Mr. Dickens wasn't painting the garden in the sense that John Constable might paint a landscape or Turner a seascape, with oil paints onto a canvas. No, Mr. Dickens was going around the garden, painting some of the leaves a greener green. As he was getting older -- and he wasn't that old -- his eyesight wasn't quite what it had been, and some colors (especially browns and greens) seemed duller, which was why he was going around with a pot of bright green paint and a badger-bristle paintbrush. Unfortunately, unlike the whale, I've no idea whether this particular badger died of natural causes. I'm very, very, sorry.

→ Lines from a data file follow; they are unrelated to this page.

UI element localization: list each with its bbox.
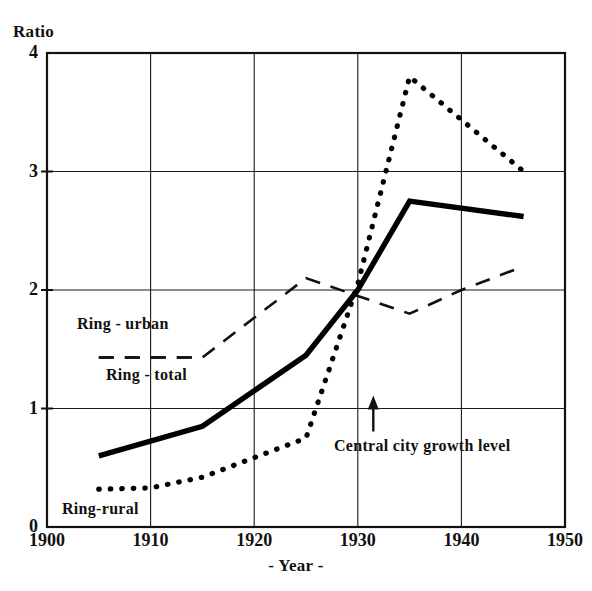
y-tick-label-1: 1 (8, 398, 38, 419)
up-arrow-icon (368, 396, 379, 432)
series-label-ring-urban: Ring - urban (77, 315, 169, 333)
annotation-central-city-growth-level: Central city growth level (334, 437, 511, 455)
x-tick-label-1910: 1910 (116, 530, 186, 551)
y-tick-label-3: 3 (8, 161, 38, 182)
x-tick-label-1950: 1950 (530, 530, 592, 551)
y-axis-title: Ratio (13, 22, 54, 42)
y-tick-label-2: 2 (8, 279, 38, 300)
x-tick-label-1900: 1900 (12, 530, 82, 551)
series-label-ring-rural: Ring-rural (62, 500, 139, 518)
plot-gridlines (47, 53, 565, 527)
x-tick-label-1920: 1920 (219, 530, 289, 551)
x-axis-title: - Year - (0, 556, 592, 576)
series-line-ring-urban (99, 266, 524, 357)
series-label-ring-total: Ring - total (106, 366, 187, 384)
x-tick-label-1930: 1930 (323, 530, 393, 551)
chart-figure: Ratio 4 3 2 1 0 1900 1910 1920 1930 1940… (0, 0, 592, 591)
series-line-ring-rural (99, 77, 524, 489)
x-tick-label-1940: 1940 (426, 530, 496, 551)
y-tick-label-4: 4 (8, 42, 38, 63)
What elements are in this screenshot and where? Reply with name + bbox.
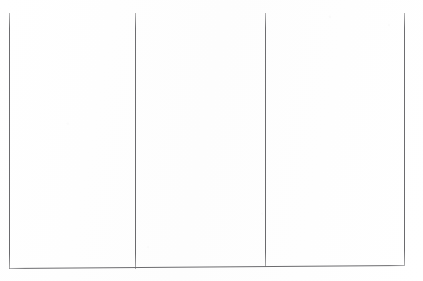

Having found the shell in her otherwise empty sewing box and knowing her husband was painting the trees, the garden was a logical place for Eddie's mother to go and how she came to drop the shell where she did.
Okay? Okay. I think that just about covers everything. So let's get back (which is really moving on, because it happened later) to Eddie and his mother, on crutches, walking up the drive to Awful End that cold winter's afternoon.
"You want me to go to America?" said Eddie in amazement.
Copyright © 2003 Philip Ardagh
The Funeral Cryer by Wenyan Lu
Debut novelist Wenyan Lu brings us this witty yet profound story about one woman's midlife reawakening in contemporary rural China.